Was it caused by those things? Or was it just a speculative bubble popping, which has happened countless times in the history of the republic, long before the modern regulatory state and modern banks ever existed?
"The East Asians' troubles, votaries argue, derive from their heretical deviation from free-market orthodoxy -- they were practitioners of "crony capitalism," of "ethnocapitalism," of "statist capitalism," not of the one true faith."
Very much speculative bubbles being popped. One of the most interesting things was what Dr. Michael Burry (one of the main characters in Michael Lewis' The Big Short) noted in a recent interview:
"The biggest hope I had was that we would enter a new era of personal responsibility. Instead, we doubled down on blaming others, and this is long-term tragic."
Huge amounts of fraud too. Wall street is basically a pyramid scheme at this point where everyone thinks they'll get out on time to get rich.... mirroring symptoms of a serious gambling addiction.
Would agree, but I think greed doesn't fully capture the culture. Incompetence plays a large part in this, on the part of the regulators and the actual banks.
The regulators refused to downgrade the credit ratings of products as the banks would go to their competitors if they did, and they would lose money. Corruption, greed, incompetence... call it what you like, it still falls under fraud. If there is one snapshot of behaviour in a capitalist system that highlights the flaw of the system it has to be this. Why do regulators need to make money? An absurd conflict of interest.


## WHAT IS REQUIRED
Keep every word of the entries and print them exactly; the pictures stay out.

### INPUT MATERIAL

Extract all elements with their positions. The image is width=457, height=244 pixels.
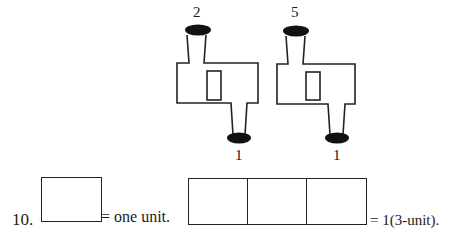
bottom-opening-right: [325, 133, 349, 144]
input-label-right: 5: [291, 5, 299, 20]
top-opening-left: [185, 25, 211, 36]
problem-number: 10.: [12, 210, 33, 230]
three-unit-box-1: [188, 178, 248, 225]
output-label-right: 1: [333, 148, 341, 163]
machine-left: [177, 35, 258, 135]
one-unit-box: [41, 177, 102, 222]
one-unit-text: = one unit.: [101, 208, 170, 226]
three-unit-box-2: [247, 178, 307, 225]
three-unit-text: = 1(3-unit).: [370, 212, 439, 229]
output-label-left: 1: [235, 148, 243, 163]
machine-right: [277, 36, 355, 135]
input-label-left: 2: [193, 5, 201, 20]
three-unit-box-3: [306, 178, 367, 225]
bottom-opening-left: [227, 133, 251, 144]
machine-diagram: [0, 0, 457, 175]
top-opening-right: [283, 26, 309, 37]
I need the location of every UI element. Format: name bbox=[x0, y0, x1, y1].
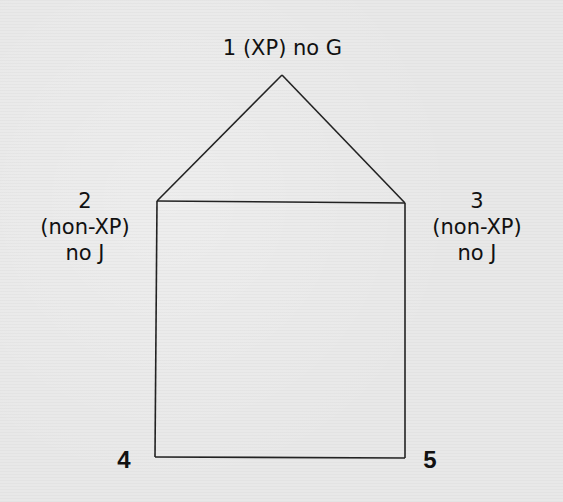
edge-4-5 bbox=[155, 457, 405, 458]
edge-2-3 bbox=[157, 201, 405, 203]
node-3-constraint: no J bbox=[412, 240, 542, 266]
node-3-number: 3 bbox=[412, 188, 542, 214]
node-2-number: 2 bbox=[20, 188, 150, 214]
edge-2-4 bbox=[155, 201, 157, 457]
edge-1-2 bbox=[157, 75, 282, 201]
edge-1-3 bbox=[282, 75, 405, 203]
node-3-label: 3 (non-XP) no J bbox=[412, 188, 542, 266]
node-3-type: (non-XP) bbox=[412, 214, 542, 240]
node-2-label: 2 (non-XP) no J bbox=[20, 188, 150, 266]
node-4-label: 4 bbox=[112, 447, 136, 473]
node-1-text: 1 (XP) no G bbox=[223, 36, 342, 60]
node-5-label: 5 bbox=[418, 447, 442, 473]
node-1-label: 1 (XP) no G bbox=[190, 35, 375, 61]
node-2-constraint: no J bbox=[20, 240, 150, 266]
node-2-type: (non-XP) bbox=[20, 214, 150, 240]
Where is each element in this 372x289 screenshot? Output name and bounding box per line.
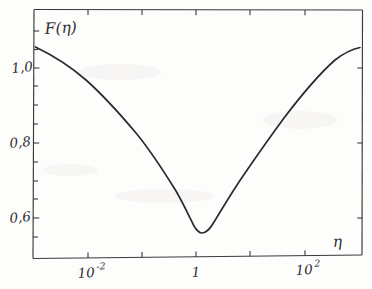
y-tick-label-2: 0,8: [9, 133, 32, 151]
top-axis-ticks: [88, 10, 305, 16]
x-tick-label-3-mantissa: 10: [295, 261, 314, 278]
y-tick-label-1: 1,0: [11, 58, 34, 76]
x-tick-label-2: 1: [191, 263, 201, 280]
top-axis-line: [34, 10, 363, 11]
x-tick-label-3: 10 2: [295, 257, 321, 278]
y-axis-title: F(η): [43, 18, 77, 38]
x-tick-label-1-exponent: -2: [96, 260, 106, 272]
x-tick-label-3-exponent: 2: [313, 257, 321, 268]
x-axis-title: η: [332, 232, 343, 250]
y-axis-line: [33, 10, 34, 259]
x-axis-line: [33, 255, 362, 259]
y-tick-labels: 1,0 0,8 0,6: [9, 58, 34, 226]
y-tick-label-3: 0,6: [9, 208, 32, 226]
x-tick-label-1-mantissa: 10: [77, 264, 96, 281]
plot-frame: [33, 10, 363, 259]
x-axis-ticks: [88, 250, 305, 258]
paper-texture: [42, 64, 338, 203]
x-tick-label-1: 10 -2: [77, 260, 107, 281]
x-tick-label-2-mantissa: 1: [191, 263, 201, 280]
x-tick-labels: 10 -2 1 10 2: [77, 257, 321, 281]
chart-svg: 1,0 0,8 0,6 10 -2 1 10 2 F(η) η: [0, 0, 372, 289]
figure-panel: 1,0 0,8 0,6 10 -2 1 10 2 F(η) η: [0, 0, 372, 289]
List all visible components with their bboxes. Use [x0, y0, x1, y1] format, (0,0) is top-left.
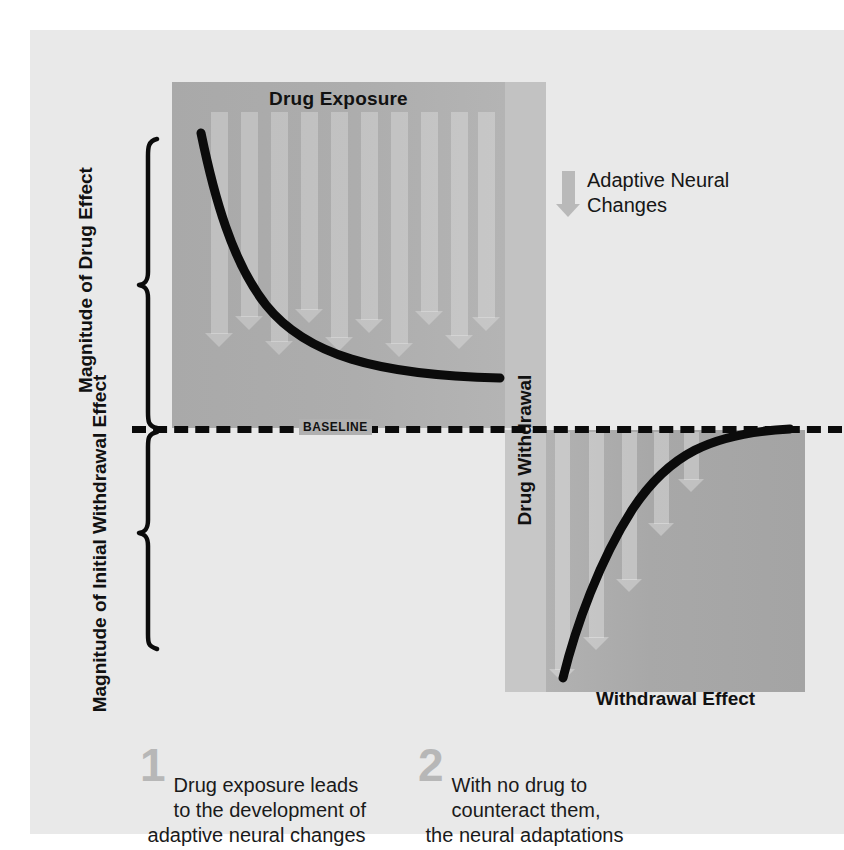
adaptive-arrow-icon [241, 112, 258, 317]
adaptive-arrow-icon [301, 112, 318, 310]
down-arrow-icon [562, 171, 575, 205]
caption-row: 1 Drug exposure leads to the development… [140, 748, 830, 850]
adaptive-arrow-icon [654, 432, 669, 524]
adaptive-arrow-icon [555, 432, 570, 670]
caption-hang-line: adaptive neural changes [148, 823, 366, 848]
adaptive-arrow-icon [684, 432, 699, 480]
caption-hang-line: the neural adaptations [426, 823, 624, 848]
caption-lines: Drug exposure leads to the development o… [174, 774, 366, 821]
baseline-dashed-line [132, 426, 842, 433]
caption-number: 1 [140, 746, 166, 784]
adaptive-arrow-icon [622, 432, 637, 580]
caption-item: 1 Drug exposure leads to the development… [140, 748, 366, 850]
adaptive-arrow-icon [478, 112, 495, 318]
adaptive-arrow-icon [361, 112, 378, 320]
drug-withdrawal-label-text: Drug Withdrawal [515, 375, 537, 526]
adaptive-arrow-icon [421, 112, 438, 312]
caption-number: 2 [418, 746, 444, 784]
withdrawal-effect-title: Withdrawal Effect [546, 688, 805, 710]
adaptive-arrow-icon [451, 112, 468, 336]
withdrawal-effect-panel [546, 430, 805, 692]
drug-withdrawal-label: Drug Withdrawal [505, 345, 546, 555]
adaptive-arrow-icon [589, 432, 604, 638]
adaptive-arrow-icon [391, 112, 408, 344]
legend-label: Adaptive Neural Changes [587, 168, 729, 218]
caption-lines: With no drug to counteract them, [452, 774, 601, 821]
baseline-label: BASELINE [299, 419, 372, 435]
axis-label-drug-effect-text: Magnitude of Drug Effect [75, 167, 97, 393]
caption-body: With no drug to counteract them, the neu… [452, 748, 624, 850]
adaptive-arrow-icon [331, 112, 348, 338]
adaptive-arrow-icon [211, 112, 228, 334]
drug-exposure-title: Drug Exposure [172, 88, 505, 110]
axis-label-withdrawal-effect-text: Magnitude of Initial Withdrawal Effect [89, 374, 112, 712]
caption-body: Drug exposure leads to the development o… [174, 748, 366, 850]
adaptive-neural-changes-legend: Adaptive Neural Changes [562, 168, 729, 218]
caption-item: 2 With no drug to counteract them, the n… [418, 748, 624, 850]
adaptive-arrow-icon [271, 112, 288, 342]
axis-label-withdrawal-effect: Magnitude of Initial Withdrawal Effect [62, 430, 138, 656]
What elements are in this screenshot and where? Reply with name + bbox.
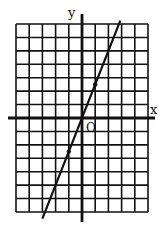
coordinate-plane: x y O [0, 0, 163, 227]
origin-label: O [86, 121, 96, 135]
y-axis-label: y [67, 5, 76, 20]
x-axis-label: x [150, 102, 158, 117]
point-marker [93, 82, 97, 86]
point-marker [67, 149, 71, 153]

######

## TASK RESULT
Extract all elements with their positions. The image is width=457, height=244 pixels.
bottom-opening-right: [325, 133, 349, 144]
input-label-right: 5: [291, 5, 299, 20]
top-opening-left: [185, 25, 211, 36]
problem-number: 10.: [12, 210, 33, 230]
three-unit-box-1: [188, 178, 248, 225]
output-label-right: 1: [333, 148, 341, 163]
machine-left: [177, 35, 258, 135]
one-unit-box: [41, 177, 102, 222]
one-unit-text: = one unit.: [101, 208, 170, 226]
three-unit-box-2: [247, 178, 307, 225]
three-unit-text: = 1(3-unit).: [370, 212, 439, 229]
output-label-left: 1: [235, 148, 243, 163]
machine-right: [277, 36, 355, 135]
input-label-left: 2: [193, 5, 201, 20]
three-unit-box-3: [306, 178, 367, 225]
bottom-opening-left: [227, 133, 251, 144]
machine-diagram: [0, 0, 457, 175]
top-opening-right: [283, 26, 309, 37]
I need the location of every UI element. Format: name bbox=[x0, y0, x1, y1].
edge-4-5 bbox=[155, 457, 405, 458]
edge-2-3 bbox=[157, 201, 405, 203]
node-3-constraint: no J bbox=[412, 240, 542, 266]
node-3-number: 3 bbox=[412, 188, 542, 214]
node-2-number: 2 bbox=[20, 188, 150, 214]
edge-2-4 bbox=[155, 201, 157, 457]
edge-1-2 bbox=[157, 75, 282, 201]
edge-1-3 bbox=[282, 75, 405, 203]
node-3-label: 3 (non-XP) no J bbox=[412, 188, 542, 266]
node-3-type: (non-XP) bbox=[412, 214, 542, 240]
node-2-label: 2 (non-XP) no J bbox=[20, 188, 150, 266]
node-4-label: 4 bbox=[112, 447, 136, 473]
node-1-text: 1 (XP) no G bbox=[223, 36, 342, 60]
node-5-label: 5 bbox=[418, 447, 442, 473]
node-1-label: 1 (XP) no G bbox=[190, 35, 375, 61]
node-2-constraint: no J bbox=[20, 240, 150, 266]
node-2-type: (non-XP) bbox=[20, 214, 150, 240]
Where is each element in this 372x289 screenshot? Output name and bounding box per line.
y-tick-label-2: 0,8: [9, 133, 32, 151]
top-axis-ticks: [88, 10, 305, 16]
x-tick-label-3-mantissa: 10: [295, 261, 314, 278]
y-tick-label-1: 1,0: [11, 58, 34, 76]
x-tick-label-2: 1: [191, 263, 201, 280]
top-axis-line: [34, 10, 363, 11]
x-tick-label-3: 10 2: [295, 257, 321, 278]
y-axis-title: F(η): [43, 18, 77, 38]
x-tick-label-1-exponent: -2: [96, 260, 106, 272]
x-tick-label-3-exponent: 2: [313, 257, 321, 268]
x-axis-title: η: [332, 232, 343, 250]
y-axis-line: [33, 10, 34, 259]
x-axis-line: [33, 255, 362, 259]
y-tick-labels: 1,0 0,8 0,6: [9, 58, 34, 226]
y-tick-label-3: 0,6: [9, 208, 32, 226]
x-tick-label-1-mantissa: 10: [77, 264, 96, 281]
plot-frame: [33, 10, 363, 259]
x-axis-ticks: [88, 250, 305, 258]
paper-texture: [42, 64, 338, 203]
x-tick-label-1: 10 -2: [77, 260, 107, 281]
x-tick-label-2-mantissa: 1: [191, 263, 201, 280]
x-tick-labels: 10 -2 1 10 2: [77, 257, 321, 281]
chart-svg: 1,0 0,8 0,6 10 -2 1 10 2 F(η) η: [0, 0, 372, 289]
figure-panel: 1,0 0,8 0,6 10 -2 1 10 2 F(η) η: [0, 0, 372, 289]
List all visible components with their bboxes. Use [x0, y0, x1, y1] format, (0,0) is top-left.
adaptive-arrow-icon [241, 112, 258, 317]
adaptive-arrow-icon [301, 112, 318, 310]
down-arrow-icon [562, 171, 575, 205]
caption-row: 1 Drug exposure leads to the development… [140, 748, 830, 850]
adaptive-arrow-icon [654, 432, 669, 524]
adaptive-arrow-icon [555, 432, 570, 670]
caption-hang-line: adaptive neural changes [148, 823, 366, 848]
adaptive-arrow-icon [684, 432, 699, 480]
caption-hang-line: the neural adaptations [426, 823, 624, 848]
caption-lines: Drug exposure leads to the development o… [174, 774, 366, 821]
baseline-dashed-line [132, 426, 842, 433]
caption-number: 1 [140, 746, 166, 784]
adaptive-arrow-icon [622, 432, 637, 580]
caption-item: 1 Drug exposure leads to the development… [140, 748, 366, 850]
adaptive-arrow-icon [478, 112, 495, 318]
adaptive-arrow-icon [361, 112, 378, 320]
drug-withdrawal-label-text: Drug Withdrawal [515, 375, 537, 526]
adaptive-arrow-icon [421, 112, 438, 312]
caption-number: 2 [418, 746, 444, 784]
withdrawal-effect-title: Withdrawal Effect [546, 688, 805, 710]
adaptive-arrow-icon [451, 112, 468, 336]
withdrawal-effect-panel [546, 430, 805, 692]
drug-withdrawal-label: Drug Withdrawal [505, 345, 546, 555]
adaptive-arrow-icon [589, 432, 604, 638]
adaptive-arrow-icon [391, 112, 408, 344]
legend-label: Adaptive Neural Changes [587, 168, 729, 218]
caption-lines: With no drug to counteract them, [452, 774, 601, 821]
baseline-label: BASELINE [299, 419, 372, 435]
axis-label-drug-effect-text: Magnitude of Drug Effect [75, 167, 97, 393]
caption-body: With no drug to counteract them, the neu… [452, 748, 624, 850]
adaptive-arrow-icon [331, 112, 348, 338]
adaptive-arrow-icon [211, 112, 228, 334]
drug-exposure-title: Drug Exposure [172, 88, 505, 110]
axis-label-withdrawal-effect-text: Magnitude of Initial Withdrawal Effect [89, 374, 112, 712]
caption-body: Drug exposure leads to the development o… [174, 748, 366, 850]
adaptive-neural-changes-legend: Adaptive Neural Changes [562, 168, 729, 218]
caption-item: 2 With no drug to counteract them, the n… [418, 748, 624, 850]
adaptive-arrow-icon [271, 112, 288, 342]
axis-label-withdrawal-effect: Magnitude of Initial Withdrawal Effect [62, 430, 138, 656]
What elements are in this screenshot and where? Reply with name + bbox.
coordinate-plane: x y O [0, 0, 163, 227]
origin-label: O [86, 121, 96, 135]
y-axis-label: y [67, 5, 76, 20]
x-axis-label: x [150, 102, 158, 117]
point-marker [93, 82, 97, 86]
point-marker [67, 149, 71, 153]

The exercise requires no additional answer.